Today I am honoring my business partner and dear friend, Marcel Anderson on his birthday with an excerpt from the What’s Your Story Workbook. His story will encourage you if you are experiencing a challenging situation or if you are considering sharing your story.
Excerpt from the What’s Your Story Workbook, Unit Five: Discovering the Power of Your Story:
Marcel: A Victimized Man’s Journey
When Marcel Anderson approached me about helping him tell his story, I had no idea what he had been through, nor could I have imagined what he was about to tell me. I went to a listening party to preview music that he was about to release and also meet him for the first time. During the event, he began to share the story that inspired some of the music on his CD, entitled, Still Living. My heart felt like it was being ripped to pieces as he told us that he had been held at gunpoint during a home invasion where he was brutally beaten, kicked, and sodomized to the degree that he needed multiple surgeries to repair his internal organs. In the weeks that followed the event, he shared his story with me in greater detail and I was amazed not only at what he had endured physically but mentally as well.
Marcel shared that during the aftermath of what happened to him, he pretty much refused to talk to any counselors about what occurred. It wasn’t really something that he wanted to talk about so he politely dismissed anyone who tried to help him in that way. After a while, he realized that just as he needed physical rehabilitation, he also required some assistance with his mental, emotional, and spiritual recovery. Once he became willing to talk, he realized how much help was actually available for someone in his situation. He also began to read statistics about victims of sexual assault and violence and found that although statistics for male victims existed, there wasn’t a lot of information published from the perspective of male victims. He realized the importance of speaking up and sharing his story to perhaps help another man who may be silently struggling with traumatic experiences such as this. Marcel began to share his story and was surprised at how many people, both male, and female would reach out to him to share their own stories. Some who shared admitted that they had never spoken about their situation before but Marcel’s sharing encouraged them to begin to speak up.
Marcel’s decision to share his story and then publish it, (Still Living: A Victimized Man’s Journey) has helped to liberate untold numbers of people who have been suffering in silence or too afraid to speak up and thus prevented from getting the help they need. Marcel teaches that your identity is not defined by what someone has done to you but there is a special purpose for your life. He shows men that they are no less of a man because someone has violated them. He encourages everyone to discover why they are “purposed to live.”
Can you see yourself in Marcel’s story? For a long time, he felt alone, like he couldn’t trust or talk to anyone about what he was really feeling – but once he pushed past that place in his journey, he realized he could do something so that no one else would ever have to feel like they are in that place alone. As a new spokesman for RAINN (Rape, Abuse, and Incest National Network), he lends his voice to the subject of sexual assault and domestic violence so that someone can look at him, see themselves, and find hope that they too can make it.
Exercise Six: Defeating Loneliness
Have you ever gone through something in your life and felt alone? Were you ever ashamed about something you were doing or going through and dared not share it with anyone else for fear of judgment and embarrassment?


▶ _WHAT IS EXPECTED_: Starting at the line below holding "The width and height of the screenshot is (1046, 750)." and stopping at the line holding "What do you see at coordinates (435, 587)", print every line exactly, both ends included, and leave the rest out.

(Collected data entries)
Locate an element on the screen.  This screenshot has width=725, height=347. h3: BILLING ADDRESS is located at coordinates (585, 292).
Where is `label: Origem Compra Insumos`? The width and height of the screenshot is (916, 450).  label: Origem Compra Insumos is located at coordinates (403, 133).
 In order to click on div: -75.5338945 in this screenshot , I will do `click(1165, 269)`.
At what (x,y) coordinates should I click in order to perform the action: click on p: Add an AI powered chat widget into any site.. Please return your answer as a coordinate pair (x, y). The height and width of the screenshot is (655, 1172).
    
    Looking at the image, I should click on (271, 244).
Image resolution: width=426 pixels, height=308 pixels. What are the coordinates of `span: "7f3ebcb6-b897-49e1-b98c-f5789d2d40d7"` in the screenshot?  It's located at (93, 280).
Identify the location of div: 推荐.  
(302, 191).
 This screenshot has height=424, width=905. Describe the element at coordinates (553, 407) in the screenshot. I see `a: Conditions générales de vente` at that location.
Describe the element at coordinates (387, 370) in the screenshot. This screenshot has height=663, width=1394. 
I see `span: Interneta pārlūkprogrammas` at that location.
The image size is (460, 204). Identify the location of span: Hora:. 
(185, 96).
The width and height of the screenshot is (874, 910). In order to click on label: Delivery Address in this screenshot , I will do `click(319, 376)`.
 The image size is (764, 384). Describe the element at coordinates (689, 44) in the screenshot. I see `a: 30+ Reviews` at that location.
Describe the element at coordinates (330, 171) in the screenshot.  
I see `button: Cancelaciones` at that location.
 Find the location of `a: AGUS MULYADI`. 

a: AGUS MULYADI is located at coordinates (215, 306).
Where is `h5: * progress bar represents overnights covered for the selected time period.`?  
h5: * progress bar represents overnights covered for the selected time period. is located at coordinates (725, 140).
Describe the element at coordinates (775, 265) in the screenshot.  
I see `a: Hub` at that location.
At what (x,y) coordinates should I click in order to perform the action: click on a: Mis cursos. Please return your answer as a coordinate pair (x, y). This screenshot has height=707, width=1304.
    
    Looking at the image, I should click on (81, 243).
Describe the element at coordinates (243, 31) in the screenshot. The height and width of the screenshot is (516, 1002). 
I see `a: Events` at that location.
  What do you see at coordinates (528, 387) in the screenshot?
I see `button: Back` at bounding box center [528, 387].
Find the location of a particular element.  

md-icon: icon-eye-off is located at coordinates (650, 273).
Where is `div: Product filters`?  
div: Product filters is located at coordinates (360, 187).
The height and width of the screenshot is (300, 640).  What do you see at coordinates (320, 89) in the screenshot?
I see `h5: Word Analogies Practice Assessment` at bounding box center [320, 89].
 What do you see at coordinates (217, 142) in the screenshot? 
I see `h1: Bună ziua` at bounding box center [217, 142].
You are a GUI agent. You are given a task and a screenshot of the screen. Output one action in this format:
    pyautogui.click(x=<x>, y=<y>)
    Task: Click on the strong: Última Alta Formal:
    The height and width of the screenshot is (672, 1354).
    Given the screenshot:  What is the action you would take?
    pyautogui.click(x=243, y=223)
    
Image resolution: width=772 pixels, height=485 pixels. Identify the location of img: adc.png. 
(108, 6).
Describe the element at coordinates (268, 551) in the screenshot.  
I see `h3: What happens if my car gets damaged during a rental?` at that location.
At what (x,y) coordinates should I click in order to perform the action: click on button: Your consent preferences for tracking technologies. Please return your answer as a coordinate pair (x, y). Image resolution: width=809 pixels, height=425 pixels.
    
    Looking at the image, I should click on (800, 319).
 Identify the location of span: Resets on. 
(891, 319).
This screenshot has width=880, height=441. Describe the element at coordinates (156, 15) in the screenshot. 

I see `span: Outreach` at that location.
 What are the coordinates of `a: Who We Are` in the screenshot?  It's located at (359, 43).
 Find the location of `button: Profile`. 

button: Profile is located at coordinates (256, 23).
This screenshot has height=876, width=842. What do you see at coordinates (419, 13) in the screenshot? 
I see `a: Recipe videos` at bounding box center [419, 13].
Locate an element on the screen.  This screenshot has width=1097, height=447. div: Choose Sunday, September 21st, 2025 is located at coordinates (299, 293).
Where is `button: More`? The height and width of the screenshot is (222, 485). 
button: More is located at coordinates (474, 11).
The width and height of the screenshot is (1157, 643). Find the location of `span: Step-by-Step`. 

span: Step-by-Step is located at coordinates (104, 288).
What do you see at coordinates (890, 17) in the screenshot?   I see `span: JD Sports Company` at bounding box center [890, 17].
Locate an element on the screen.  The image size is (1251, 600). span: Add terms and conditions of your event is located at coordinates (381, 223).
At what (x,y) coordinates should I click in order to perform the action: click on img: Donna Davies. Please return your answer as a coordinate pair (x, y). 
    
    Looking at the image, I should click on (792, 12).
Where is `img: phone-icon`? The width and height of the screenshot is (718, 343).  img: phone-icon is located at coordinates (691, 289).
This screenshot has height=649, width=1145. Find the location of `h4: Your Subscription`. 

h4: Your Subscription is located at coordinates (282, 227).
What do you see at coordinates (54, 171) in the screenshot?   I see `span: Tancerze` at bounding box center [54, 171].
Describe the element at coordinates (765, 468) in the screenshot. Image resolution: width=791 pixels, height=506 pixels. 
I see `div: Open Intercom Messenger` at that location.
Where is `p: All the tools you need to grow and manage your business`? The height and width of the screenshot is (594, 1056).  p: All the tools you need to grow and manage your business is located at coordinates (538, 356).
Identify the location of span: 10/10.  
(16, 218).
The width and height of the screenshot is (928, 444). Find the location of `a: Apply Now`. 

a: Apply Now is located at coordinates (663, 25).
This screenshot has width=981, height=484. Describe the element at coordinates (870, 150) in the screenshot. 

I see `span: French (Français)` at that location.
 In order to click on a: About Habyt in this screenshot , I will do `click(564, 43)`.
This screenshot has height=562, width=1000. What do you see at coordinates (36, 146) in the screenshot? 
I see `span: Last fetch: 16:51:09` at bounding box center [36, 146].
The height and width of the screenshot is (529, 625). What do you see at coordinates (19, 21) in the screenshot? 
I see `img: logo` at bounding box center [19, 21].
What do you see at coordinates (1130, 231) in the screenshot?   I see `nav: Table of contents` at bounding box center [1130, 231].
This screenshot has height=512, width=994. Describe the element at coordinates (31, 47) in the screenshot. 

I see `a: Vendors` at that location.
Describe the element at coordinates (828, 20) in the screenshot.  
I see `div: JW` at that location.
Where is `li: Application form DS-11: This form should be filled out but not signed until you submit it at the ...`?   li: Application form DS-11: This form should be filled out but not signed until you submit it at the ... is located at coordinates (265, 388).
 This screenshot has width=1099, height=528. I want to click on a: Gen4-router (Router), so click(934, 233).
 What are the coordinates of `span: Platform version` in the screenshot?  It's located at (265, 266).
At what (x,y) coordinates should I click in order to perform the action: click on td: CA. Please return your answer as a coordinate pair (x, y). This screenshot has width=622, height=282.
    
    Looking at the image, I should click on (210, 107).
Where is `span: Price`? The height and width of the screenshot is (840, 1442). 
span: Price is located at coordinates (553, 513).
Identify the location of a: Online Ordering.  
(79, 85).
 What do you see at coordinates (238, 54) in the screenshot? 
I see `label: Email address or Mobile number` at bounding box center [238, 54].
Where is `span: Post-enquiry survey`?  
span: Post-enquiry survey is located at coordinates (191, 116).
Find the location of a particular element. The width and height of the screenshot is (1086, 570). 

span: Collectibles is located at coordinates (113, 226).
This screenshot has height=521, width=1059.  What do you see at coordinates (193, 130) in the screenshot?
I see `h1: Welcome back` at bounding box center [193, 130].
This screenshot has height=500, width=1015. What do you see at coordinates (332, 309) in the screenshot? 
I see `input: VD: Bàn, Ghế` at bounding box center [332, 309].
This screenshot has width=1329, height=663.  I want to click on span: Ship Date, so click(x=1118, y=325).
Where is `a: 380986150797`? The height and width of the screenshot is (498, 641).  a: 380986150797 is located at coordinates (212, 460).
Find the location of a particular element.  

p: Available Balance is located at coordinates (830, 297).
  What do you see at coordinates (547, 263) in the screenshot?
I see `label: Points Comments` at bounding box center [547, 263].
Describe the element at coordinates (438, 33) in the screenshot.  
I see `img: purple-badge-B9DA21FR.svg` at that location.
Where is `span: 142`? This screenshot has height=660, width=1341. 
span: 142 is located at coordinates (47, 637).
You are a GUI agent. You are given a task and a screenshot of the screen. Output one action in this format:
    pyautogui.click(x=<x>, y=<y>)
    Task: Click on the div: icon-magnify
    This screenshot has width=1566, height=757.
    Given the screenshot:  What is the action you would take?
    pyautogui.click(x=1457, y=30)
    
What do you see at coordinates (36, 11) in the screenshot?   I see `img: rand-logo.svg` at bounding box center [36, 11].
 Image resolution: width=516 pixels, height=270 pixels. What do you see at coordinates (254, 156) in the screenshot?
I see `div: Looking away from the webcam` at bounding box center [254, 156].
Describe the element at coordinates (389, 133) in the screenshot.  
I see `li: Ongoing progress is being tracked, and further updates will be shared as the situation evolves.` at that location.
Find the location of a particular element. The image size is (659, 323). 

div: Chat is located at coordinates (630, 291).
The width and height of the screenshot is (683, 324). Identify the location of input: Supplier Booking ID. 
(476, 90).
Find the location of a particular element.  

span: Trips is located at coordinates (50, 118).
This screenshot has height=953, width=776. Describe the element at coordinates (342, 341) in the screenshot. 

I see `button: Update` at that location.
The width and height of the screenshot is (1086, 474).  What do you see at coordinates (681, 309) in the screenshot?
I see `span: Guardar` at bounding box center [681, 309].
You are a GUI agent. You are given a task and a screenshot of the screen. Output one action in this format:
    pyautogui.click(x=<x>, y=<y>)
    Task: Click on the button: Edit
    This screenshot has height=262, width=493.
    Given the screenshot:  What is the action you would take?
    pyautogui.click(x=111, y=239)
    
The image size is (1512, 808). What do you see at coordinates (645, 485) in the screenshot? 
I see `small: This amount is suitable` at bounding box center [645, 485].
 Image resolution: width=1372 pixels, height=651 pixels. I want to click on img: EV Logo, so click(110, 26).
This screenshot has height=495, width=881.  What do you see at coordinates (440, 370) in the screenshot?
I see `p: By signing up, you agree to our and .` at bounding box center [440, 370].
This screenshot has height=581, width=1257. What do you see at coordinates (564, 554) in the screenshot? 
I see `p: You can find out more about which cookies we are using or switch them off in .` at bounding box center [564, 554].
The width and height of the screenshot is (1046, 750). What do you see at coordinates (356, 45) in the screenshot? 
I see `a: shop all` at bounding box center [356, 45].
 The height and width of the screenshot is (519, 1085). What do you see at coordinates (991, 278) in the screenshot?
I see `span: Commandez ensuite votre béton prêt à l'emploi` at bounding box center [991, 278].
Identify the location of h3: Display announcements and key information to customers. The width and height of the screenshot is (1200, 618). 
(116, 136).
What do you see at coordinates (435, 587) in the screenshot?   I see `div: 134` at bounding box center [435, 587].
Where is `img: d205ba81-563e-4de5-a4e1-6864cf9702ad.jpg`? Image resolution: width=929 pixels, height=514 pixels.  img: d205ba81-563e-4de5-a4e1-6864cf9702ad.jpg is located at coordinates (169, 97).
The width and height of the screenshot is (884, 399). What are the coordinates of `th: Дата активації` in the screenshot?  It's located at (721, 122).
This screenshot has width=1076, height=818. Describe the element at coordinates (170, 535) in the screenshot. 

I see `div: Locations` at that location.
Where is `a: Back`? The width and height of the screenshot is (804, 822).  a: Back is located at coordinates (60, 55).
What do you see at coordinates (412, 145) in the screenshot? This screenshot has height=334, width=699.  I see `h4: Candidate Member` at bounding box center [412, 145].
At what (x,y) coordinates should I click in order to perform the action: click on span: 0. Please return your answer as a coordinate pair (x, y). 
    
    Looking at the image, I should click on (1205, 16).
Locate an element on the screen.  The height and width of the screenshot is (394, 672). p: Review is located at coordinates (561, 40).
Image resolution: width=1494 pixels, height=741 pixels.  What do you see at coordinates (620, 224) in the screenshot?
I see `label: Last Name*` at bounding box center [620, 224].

▶ _RESPONSE TO THIS TASK_:
The width and height of the screenshot is (1046, 750). What do you see at coordinates (356, 45) in the screenshot? 
I see `a: shop all` at bounding box center [356, 45].
 The height and width of the screenshot is (519, 1085). What do you see at coordinates (991, 278) in the screenshot?
I see `span: Commandez ensuite votre béton prêt à l'emploi` at bounding box center [991, 278].
Identify the location of h3: Display announcements and key information to customers. The width and height of the screenshot is (1200, 618). 
(116, 136).
What do you see at coordinates (435, 587) in the screenshot?   I see `div: 134` at bounding box center [435, 587].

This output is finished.